Getting real RS-232 hardware running at 115200 baud reliably is a significant challenge. The electrical standard is very sensitive to noise, there is no attempt at canceling induced noise and no attempt at creating an impedance-matched transmission line. The maximum recommended cable length at 9600 baud is only 50 feet. At 115200 only very short cables will do in practice. To go further you need a different approach, like RS-422's differential signals.
This is all ancient history and doesn't exactly apply to modern hardware anymore. True serial hardware based on a UART chip like 16550 have been disappearing rapidly and replaced by USB emulators. Which have a custom driver to emulate a serial port. They do accept a baudrate selection but just ignore it for the USB bus itself, it only applies to the last half-inch in the dongle you plug in the device. Whether or not the driver accepts 115200 as the maximum value is a driver implementation detail, they usually accept higher values.
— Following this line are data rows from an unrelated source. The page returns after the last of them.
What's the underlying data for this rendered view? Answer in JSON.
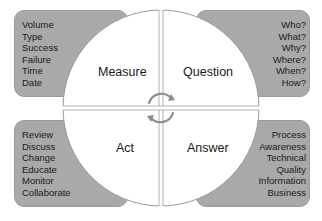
{
  "diagram": {
    "center_icon": "refresh-cycle-icon",
    "quadrants": [
      {
        "id": "measure",
        "label": "Measure",
        "items": [
          "Volume",
          "Type",
          "Success",
          "Failure",
          "Time",
          "Date"
        ]
      },
      {
        "id": "question",
        "label": "Question",
        "items": [
          "Who?",
          "What?",
          "Why?",
          "Where?",
          "When?",
          "How?"
        ]
      },
      {
        "id": "act",
        "label": "Act",
        "items": [
          "Review",
          "Discuss",
          "Change",
          "Educate",
          "Monitor",
          "Collaborate"
        ]
      },
      {
        "id": "answer",
        "label": "Answer",
        "items": [
          "Process",
          "Awareness",
          "Technical",
          "Quality",
          "Information",
          "Business"
        ]
      }
    ],
    "colors": {
      "box_fill": "#a9a9a9",
      "circle_fill": "#ffffff",
      "outline": "#9a9a9a",
      "icon": "#8c8c8c"
    }
  }
}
The maximum speed is limited by the specs of the UART hardware.
I believe the "classical" PC UART (the 16550) in modern implementations can handle at least 1.5 Mbps. If you use a USB-based serial adapter, there's no 16550 involved and the limit is instead set by the specific chip(s) used in the adapter, of course.
I regularly use a RS232 link running at 460,800 bps, with a USB-based adapter.
In response to the comment about clocking (with a caveat: I'm a software guy): asynchronous serial communication doesn't transmit the clock (that's the asynchronous part right there) along with the data. Instead, transmitter and receiver are supposed to agree beforehand about which bitrate to use.
A start bit on the data line signals the start of each "character" (typically a byte, but with start/stop/parity bits framing it). The receiver then starts sampling the data line in order to determine if its a 0 or a 1. This sampling is typically done at least 16 times faster than the actual bit rate, to make sure it's stable. So for a UART communicating at 460,800 bps like I mentioned above, the receiver will be sampling the RX signal at around 7.4 MHz. This means that even if you clock the actual UART with a raw frequency f, you can't expect it to reliably receive data at that rate. There is overhead.
Yes it is possible to run at higher speeds but the major limitation is the environment, in a noisy environment there will be more corrupt data limitating the speed. Another limitation is the length of the cable between the devices, you may need to add a repeater or some other device to strengthen the signal.